CECAN Webinar: The Human, Learning, Systems approach to managing in complexity

Описание к видео CECAN Webinar: The Human, Learning, Systems approach to managing in complexity

Presenter: Dr Toby Lowe, Senior Lecturer in Public Leadership and Management, Newcastle Business School

Webinar Overview:

The webinar views the challenge of creating complexity-informed evaluation by seeing it as a public management challenge. How can public management adopt a more complexity-informed approach? The session will outline an emerging complexity-informed approach to public management: the Human, Learning, Systems (HLS) approach. The HLS approach involves public services responding to the variety of human need through bespoke service provision, using learning as the engine for performance improvement and stewarding the health of the systems which produce social outcomes.


Human

One of the three key tasks of managing work in an HLS way (including funding and commissioning of work) means creating the conditions in which people can build effective human relationships.

This means understanding human variety, using empathy to understand the lives of others, recognising people’s strengths, and trusting those who do the work. Variety, Empathy, Strengths and Trust (VEST).


Learning

In complex environments people are required to learn continuously in order to adapt to the dynamic, ever-changing nature of the work. In complex environments, there is no simple interventions which “works” to tackle a problem. “What works” is an on-going process of learning and adaptation.

It is the job of managers to enable staff to learn continuously as the tool for performance improvement. This means using measures to learn, not for reward/punishment. It means creating the conditions where people can be honest about their mistakes and uncertainties. It means creating reflective practice environments between and across peer groups.

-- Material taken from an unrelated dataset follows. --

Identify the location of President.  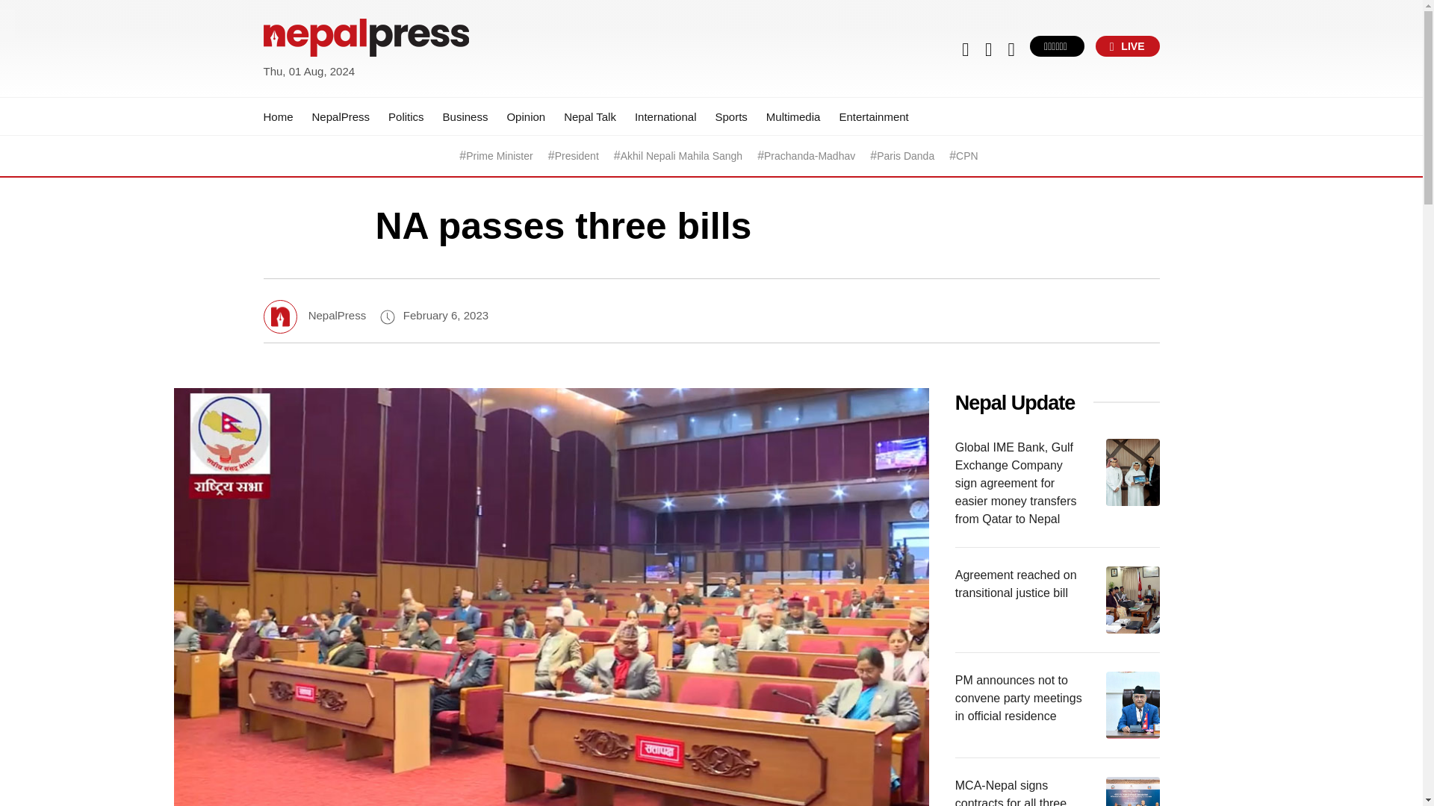
(576, 156).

This requires funders/commissioners to fund for learning and adaptation, not for “results”.



Systems

The outcomes we care about are not delivered by organisations. They are produced by whole systems – by hundreds of different factors working together. The final job of managers is therefore to act as Systems Stewards – to enable actors in the system to co-ordinate and collaborate effectively - because that it was will enable positive outcomes to emerge.